Passing the Post-Racial Final


It’s nice that Jonah Goldberg, George Will, and many other conservatives are publicly supporting President Obama. It is, really. They’ve apparently just noticed the stuff I’ve seen all along – and agree that it’s reasonable. That Michelle Malkin is apparently spazzing out over even grudging respect is amusing, but irrelevant. I just have one small thing to point out, and correct about the commentary around President Obama.

The race fairy didn’t suddenly make the United States a “post-racial” society yesterday. The schools that serve different populations are separate but unequal. Housing conditions aren’t the same, quality of life conditions aren’t the same… the list goes on and on. The Aryan Nation didn’t suddenly have an attack of reality and shut their doors; the KKK has not lost their membership to the SPLC. We are not in a post-racial age, and Obama is not a post-racial president.

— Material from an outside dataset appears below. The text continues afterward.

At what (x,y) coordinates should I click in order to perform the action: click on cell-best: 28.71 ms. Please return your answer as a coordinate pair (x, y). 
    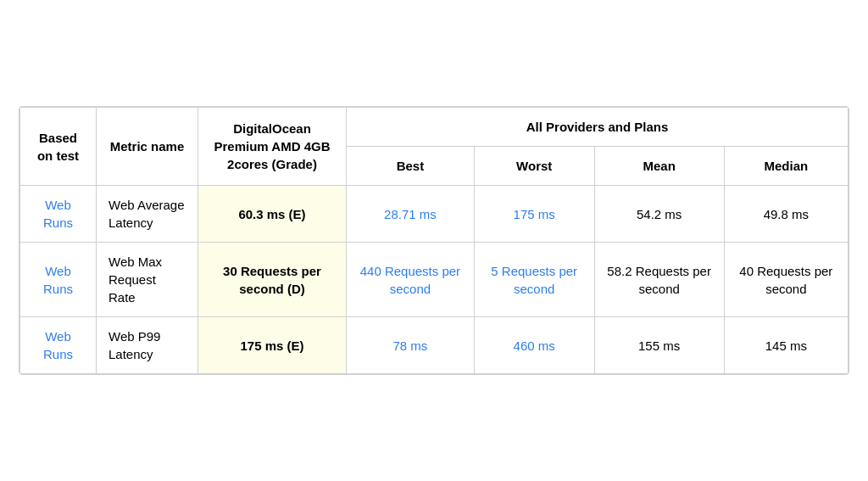
    Looking at the image, I should click on (410, 214).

Otherwise, why would anyone care that he’s the first Black president?

What has changed – and what Obama signaled so eloquently in his speech yesterday – is that we are definitely in a postmodern and utilitarian age.

The concept of “race” – like so many other things – can be affected and de-emphasized by a postmodern standpoint. In a postmodern world, it is possible to view Obama as Obama, to view Steve as Steve, to view Michelle as Michelle. A postmodern, utilitarian view realizes that the labels we hang on people are arbitrary and have no meaning of their own.

It’s what is behind the meaning that is important.

A postmodern perspective lets us question those meanings. It lets us examine whether the labels are useful or useless. It gives us the opportunity to view things differently.

But it doesn’t make those things happen on their own.

Yes, Obama and the viewpoints he brings may very well lead us towards a post-racial (or even post-gender, post-orientation, post-whatever) state. It will allow us to question things that exist simply to persist.

We have finally, painfully, been allowed to enroll in the course. But we are just now getting the syllabus.

It’s a little too early to congratulating ourselves on passing the final.